Managing Transactions
Once a transaction exists, the actions available to you depend on whether it has settled.
Pre-Settlement
Void. Cancels the transaction entirely before it settles. The authorization hold is released, and no funds are transferred.
curl --request POST \
--url https://api.ecrypt.com/v1/transactions/void \
--header 'X-Api-Key: {{api_key}}' \
--header 'content-type: application/json' \
--data '
{
"transactionId": "{{transaction_id}}"
}
'
Capture. If the transaction was created as an auth-only, you can capture it to move it into the settlement batch. See the Capture section above.
Post-Settlement
Refund. Returns funds to the cardholder after settlement has completed. You can refund the full amount or a partial amount. Unlike a void, a refund is a new transaction that appears on the cardholder’s statement as a credit.
curl --request POST \
--url https://api.ecrypt.com/v1/transactions/refund \
--header 'X-Api-Key: {{api_key}}' \
--header 'content-type: application/json' \
--data '
{
"transactionId": "{{transaction_id}}",
"amount": 42.00
}
'
Partial refunds are supported. You can issue multiple partial refunds against a single transaction as long as the total refunded amount does not exceed the original transaction amount.

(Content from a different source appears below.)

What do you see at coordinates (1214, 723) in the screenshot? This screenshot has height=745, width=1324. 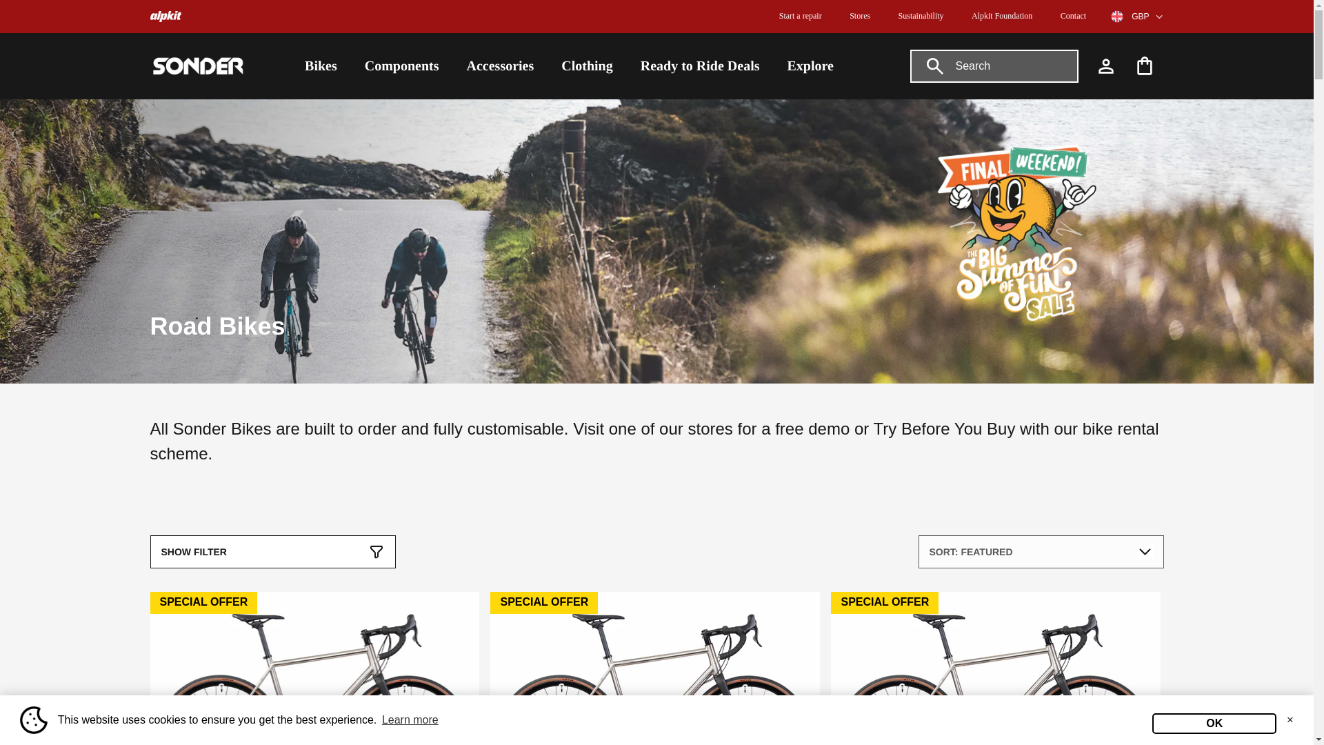 I see `OK` at bounding box center [1214, 723].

| Timing | Action | Funds Move? |
|---|
| Pre-settlement | Void | No |
| Pre-settlement | Capture (auth-only) | Queued |
| Post-settlement | Refund (full or partial) | Yes (returned) |
Address Verification Service (AVS)
AVS is a fraud prevention tool that compares the billing address provided in the transaction request against the address the issuing bank has on file for the cardholder. It adds a layer of verification beyond the card number and CVV alone.
How It Works
When you include billing address fields in your transaction request, the issuing bank checks them and returns an AVS response code indicating the degree of match. ECRYPT evaluates this code against your AVS configuration to decide whether to approve or decline the transaction.
curl --request POST \
--url https://api.ecrypt.com/v1/transactions/sale \
--header 'X-Api-Key: {{api_key}}' \
--header 'content-type: application/json' \
--data '
{
"payment": {
"token": "0HNJOGLAUD7P200000003"
},
"amount": {
"value": 42.00
},
"order": {
"billTo": {
"line1": "123 Main St",
"postalCode": "90210"
}
}
}
'
AVS Configuration
ECRYPT supports three levels of AVS enforcement. You can configure this per merchant account.
Zip Code Only (Default). ECRYPT requires a zip code match by default. This is the most common configuration and provides a strong balance between fraud prevention and conversion. Transactions where the zip code does not match the issuer’s records will be declined.
Full Address. Requires both the street address and zip code to match. This provides stronger fraud protection but can lead to higher decline rates, particularly when cardholders have recently moved or when the issuer’s address records are not up to date.
None. AVS checks are disabled entirely. The transaction is processed regardless of any address data provided (or not provided). This is not recommended for card-not-present transactions, as it removes an important fraud signal.
| Configuration | Fields Required | Fraud Protection | Decline Risk |
|---|
| Zip Only (default) | postalCode | Moderate | Low |
| Full Address | line1, postalCode | High | Moderate |
| None | None | None | None |
Regardless of your enforcement level, including address data when available is good practice. Some issuing banks may decline a transaction outright if no AVS data is provided, independent of your ECRYPT configuration. Even if you are not declining on AVS mismatches, the response codes are returned in the transaction response and can be useful for your own fraud review processes.
For a complete list of AVS response codes, see Response Codes.